American Standard AUD1B080A9H31A Error Code 5 Flashes: Flame Sensed When No Flame Should Be Present
What Does Code 5 Flashes Mean?
A 5-flash code on the White-Rodgers 50A65 Integrated Furnace Control (IFC) is the mirror image of a weak-flame problem. Where the 8-flash code means the sensor reads too little flame current when the burners are lit, the 5-flash code means the sensor is reading flame current when the gas valve is shut and there should be none. The board treats an unexpected flame signal as a safety fault and refuses to operate normally.
The flame sensor works by passing a tiny microamp current through the ionized gas of a real flame. A false signal usually comes from an electrical fault rather than an actual fire: a chafed or shorted flame-sensor wire, compromised insulation, the rod or wire touching a grounded surface, or moisture inside the cabinet creating a conductive path. On this single-stage furnace those are the most likely explanations, and they point to the flame-sensing circuit or the control board.
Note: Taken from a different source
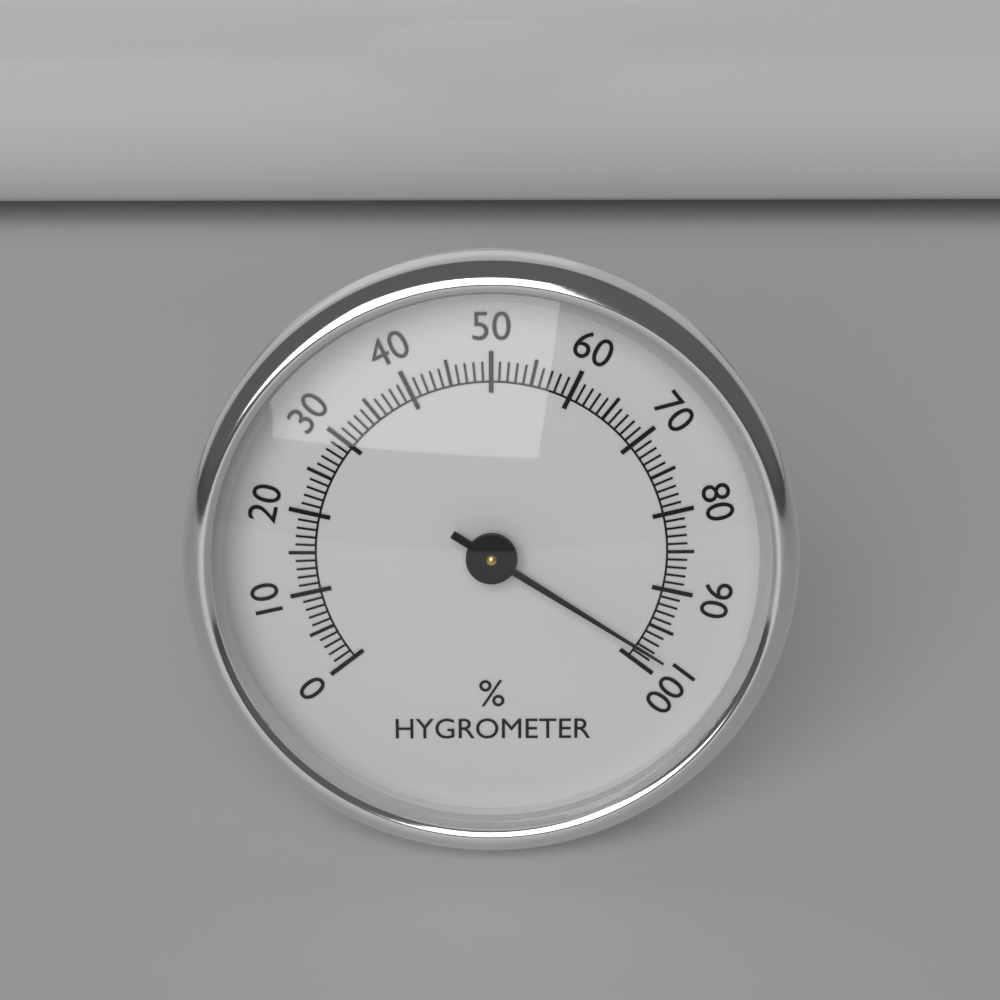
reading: 98 %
In rare cases the board really is seeing residual or unwanted flame — for example a gas valve that is leaking or stuck open, letting gas reach the burners when it should be shut. Because that possibility involves gas, this code is always treated as urgent. Do not keep resetting it; isolate the furnace and let a technician determine whether the cause is a harmless wiring short or a genuine gas-valve fault.
What You'll Notice
- The diagnostic LED blinks five times, pauses, and repeats.
- The furnace will not start a normal heat cycle, or behaves erratically, because the board sees flame at the wrong time.
- You may notice the fault appears in damp conditions or after work was done near the burner or sensor wiring.
- In the rare gas-valve case, burners may stay lit or relight when the furnace should be off.
Common Causes
| Cause | Likelihood | DIY? |
|---|---|---|
| Short in flame sensor wiring | Most common | ✗ Call a pro → |
| Faulty control board | Uncommon | ✗ Call a pro → |
How This Is Diagnosed
A technician first makes the furnace safe, then determines whether the flame signal is real or false. They inspect the flame-sensor rod and its wire for chafing, shorts to ground, and moisture, and check the harness back to the board — a shorted or grounded sensor circuit is the common finding. If the wiring is sound and the signal persists with the gas valve commanded closed, they verify the gas valve is fully shutting off and is not leaking or stuck, and they test the control board's flame-sense input. Any work on the gas valve or flame-sense wiring near the burners is done by the professional, not the homeowner.
When to Call a Professional
This code involves components that are not homeowner-serviceable, so have a licensed HVAC technician diagnose and repair it. Keep in mind:
- The 5-flash code is present at all — isolate the furnace at the breaker and gas shutoff first, then have it inspected before any further operation.
- The burners remain lit, glow, or relight when the furnace should be off.
- The fault appears after moisture, flooding, or recent work near the burners or sensor wiring.
- You smell gas, in which case leave the home immediately and call your gas company from outside.
Frequently Asked Questions
Is a 5-flash code on my American Standard AUD1B080A9H31A dangerous?
Treat it as urgent. It usually stems from a flame-sensor wiring short, but it can also mean a gas valve is leaking or stuck open, so shut off the furnace and gas and have a technician diagnose it.
Can I just clean the flame sensor to fix a 5-flash code?
No. Cleaning helps a weak-signal 8-flash code, not a false-flame 5-flash code, which is a wiring, moisture, or gas-valve issue that needs professional diagnosis.
Should I keep resetting the furnace?
No. Because this code can involve unwanted gas flow, repeatedly resetting is unsafe. Isolate the furnace and have it inspected before running it again.